TASK INSTRUCTIONS
Would you print every entry exactly as it appears?

*** Opening of DATASET EXTRACT ***

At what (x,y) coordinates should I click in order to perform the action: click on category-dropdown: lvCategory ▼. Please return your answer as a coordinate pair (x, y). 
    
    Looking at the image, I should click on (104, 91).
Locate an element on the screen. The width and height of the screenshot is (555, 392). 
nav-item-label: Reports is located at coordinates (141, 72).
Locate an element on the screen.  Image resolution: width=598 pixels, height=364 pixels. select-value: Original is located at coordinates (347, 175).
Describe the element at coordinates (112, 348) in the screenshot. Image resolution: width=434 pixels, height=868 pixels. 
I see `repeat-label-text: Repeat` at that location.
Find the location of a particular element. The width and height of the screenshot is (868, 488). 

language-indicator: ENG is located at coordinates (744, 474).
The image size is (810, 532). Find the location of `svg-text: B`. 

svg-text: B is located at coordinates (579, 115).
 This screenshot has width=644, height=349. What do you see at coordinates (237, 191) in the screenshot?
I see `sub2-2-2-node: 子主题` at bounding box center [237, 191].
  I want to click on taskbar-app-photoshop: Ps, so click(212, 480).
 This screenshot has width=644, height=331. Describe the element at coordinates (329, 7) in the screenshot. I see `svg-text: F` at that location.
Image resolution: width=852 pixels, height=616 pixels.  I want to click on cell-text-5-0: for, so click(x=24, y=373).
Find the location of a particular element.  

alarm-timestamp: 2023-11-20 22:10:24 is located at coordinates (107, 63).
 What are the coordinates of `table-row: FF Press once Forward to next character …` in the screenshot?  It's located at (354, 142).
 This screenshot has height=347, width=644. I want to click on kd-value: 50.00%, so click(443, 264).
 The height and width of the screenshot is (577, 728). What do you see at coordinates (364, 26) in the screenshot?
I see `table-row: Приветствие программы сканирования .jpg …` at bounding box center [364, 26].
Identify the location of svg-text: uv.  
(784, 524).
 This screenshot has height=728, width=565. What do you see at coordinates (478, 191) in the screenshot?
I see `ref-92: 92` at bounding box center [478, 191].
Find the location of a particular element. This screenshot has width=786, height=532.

*** Close of DATASET EXTRACT ***

TASK RESULT
At what (x,y) coordinates should I click in order to perform the action: click on category-dropdown: lvCategory ▼. Please return your answer as a coordinate pair (x, y). 
    
    Looking at the image, I should click on (104, 91).
Locate an element on the screen. The width and height of the screenshot is (555, 392). 
nav-item-label: Reports is located at coordinates (141, 72).
Locate an element on the screen.  Image resolution: width=598 pixels, height=364 pixels. select-value: Original is located at coordinates (347, 175).
Describe the element at coordinates (112, 348) in the screenshot. Image resolution: width=434 pixels, height=868 pixels. 
I see `repeat-label-text: Repeat` at that location.
Find the location of a particular element. The width and height of the screenshot is (868, 488). 

language-indicator: ENG is located at coordinates (744, 474).
The image size is (810, 532). Find the location of `svg-text: B`. 

svg-text: B is located at coordinates (579, 115).
 This screenshot has width=644, height=349. What do you see at coordinates (237, 191) in the screenshot?
I see `sub2-2-2-node: 子主题` at bounding box center [237, 191].
  I want to click on taskbar-app-photoshop: Ps, so click(212, 480).
 This screenshot has width=644, height=331. Describe the element at coordinates (329, 7) in the screenshot. I see `svg-text: F` at that location.
Image resolution: width=852 pixels, height=616 pixels.  I want to click on cell-text-5-0: for, so click(x=24, y=373).
Find the location of a particular element.  

alarm-timestamp: 2023-11-20 22:10:24 is located at coordinates (107, 63).
 What are the coordinates of `table-row: FF Press once Forward to next character …` in the screenshot?  It's located at (354, 142).
 This screenshot has height=347, width=644. I want to click on kd-value: 50.00%, so click(443, 264).
 The height and width of the screenshot is (577, 728). What do you see at coordinates (364, 26) in the screenshot?
I see `table-row: Приветствие программы сканирования .jpg …` at bounding box center [364, 26].
Identify the location of svg-text: uv.  
(784, 524).
 This screenshot has height=728, width=565. What do you see at coordinates (478, 191) in the screenshot?
I see `ref-92: 92` at bounding box center [478, 191].
Find the location of a particular element. This screenshot has width=786, height=532.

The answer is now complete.